1. So many of our constitutional freedoms trace back to the trauma of the police-state imposed on Boston in the years before Lexington—and lately, I’ve been thinking again about one quirky story in particular.
2. It’s a children’s story, told and retold for generations, but it captured something essential about this country, so maybe it’s worth telling again?
3. First, the setting. By winter 1774-75, Boston, a city of some 16,000 inhabitants, had been occupied by roughly 4,000 troops, sent there to quell protests and enforce law and order. Predictably, the surge of forces into the city worsened the problems it was intended to solve.
4. Every winter, the schoolboys of Boston constructed a sled-run, the hard-packed snow glazing into ice that sped them down the hill. It ran past the quarters of General Frederick Haldimand. The general’s servant, worried it was slick, dumped hot ashes on it, ruining the sled run
5. Let’s pause on that for a second. In modern terms, an agent of a policing force deemed something a threat to public safety and removed the hazard.
6. The schoolboys did a very American thing: They elected a committee and chose a chair. Then they marched over to the general’s house, knocked on the door, and insisted on their right to speak with him, laying out the offense and demanding the injustice be rectified.
7. The astonished general ordered his servant to fix the sled run—and then told the story, as a source of amusement, to the rest of the British commanders over dinner. They all had a good laugh. Well, almost all.
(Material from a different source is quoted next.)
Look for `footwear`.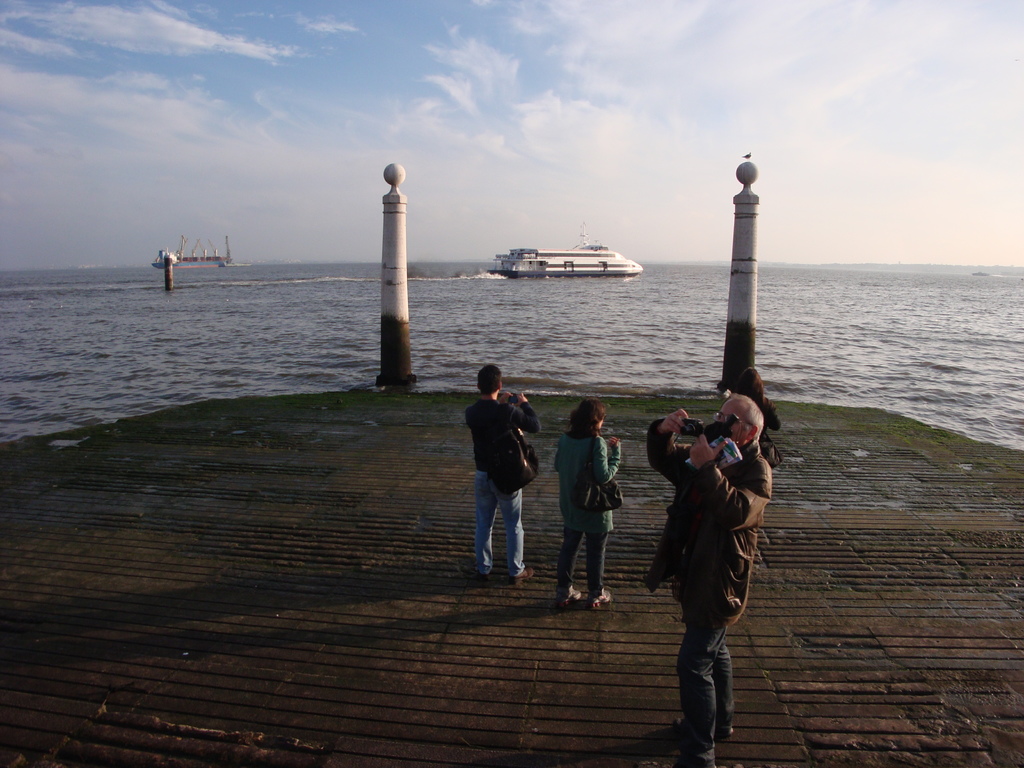
Found: <region>509, 568, 532, 584</region>.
General Gage, the commander, seems to have been less amused.
8. In one account, he responded that “they had only caught the spirit of the times, & that what was bred in the bone would creep out in the flesh.” But it’s another account that sticks with me.
9. He observed, John Andrews reported, that "it was impossible to beat the notion of Liberty out of the people, as it was rooted in ’em from their Childhood.”

I think it remains impossible to beat the notion of liberty out of the people.